▸ **Given entries**
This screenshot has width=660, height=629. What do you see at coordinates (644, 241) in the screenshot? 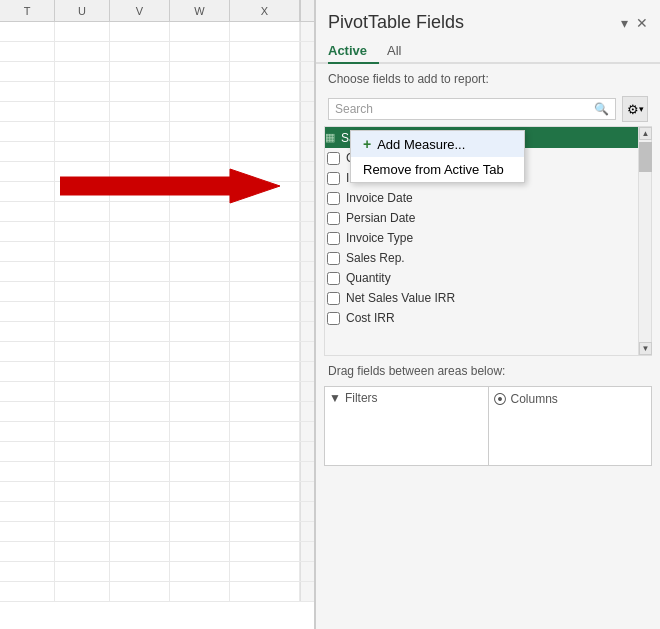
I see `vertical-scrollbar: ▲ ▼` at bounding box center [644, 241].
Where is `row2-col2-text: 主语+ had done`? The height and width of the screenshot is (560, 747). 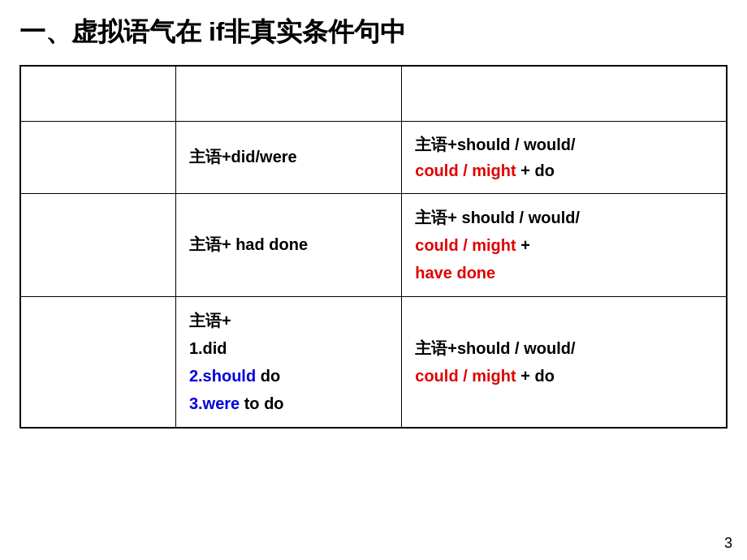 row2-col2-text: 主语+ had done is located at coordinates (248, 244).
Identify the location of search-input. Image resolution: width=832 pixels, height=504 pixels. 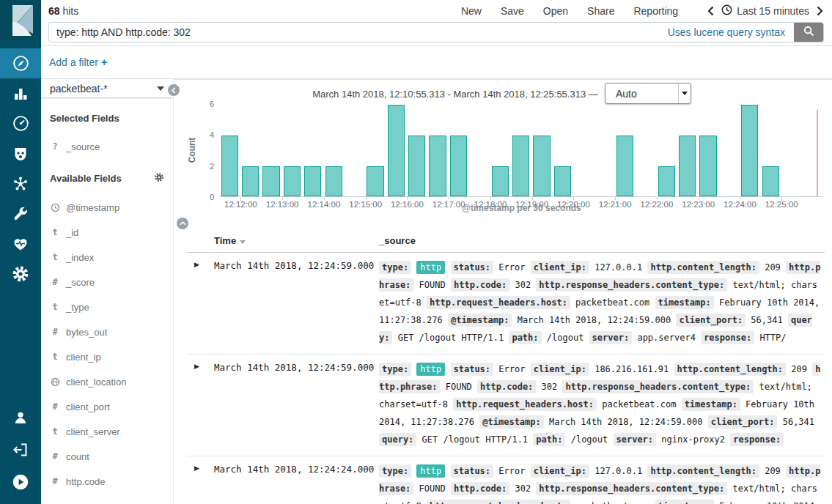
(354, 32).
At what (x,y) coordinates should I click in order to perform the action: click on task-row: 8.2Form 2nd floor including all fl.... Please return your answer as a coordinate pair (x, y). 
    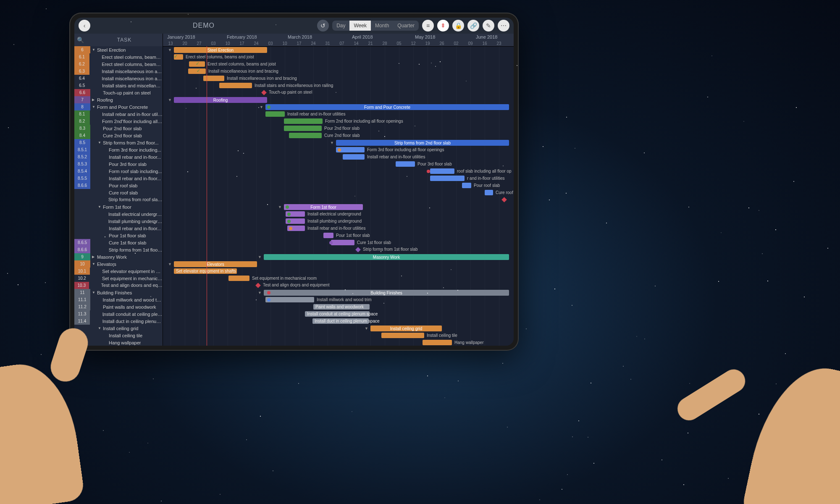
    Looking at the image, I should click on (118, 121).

▸ **Try it**
Repeat verbatim the range of lines that opens at the line containing "Identify the location" and closes at the last line of the entries, excluding all pictures.

▸ **Written response**
Identify the location of search-input. Image resolution: width=832 pixels, height=504 pixels. 
(354, 32).
At what (x,y) coordinates should I click in order to perform the action: click on task-row: 8.2Form 2nd floor including all fl.... Please return your answer as a coordinate pair (x, y). 
    Looking at the image, I should click on (118, 121).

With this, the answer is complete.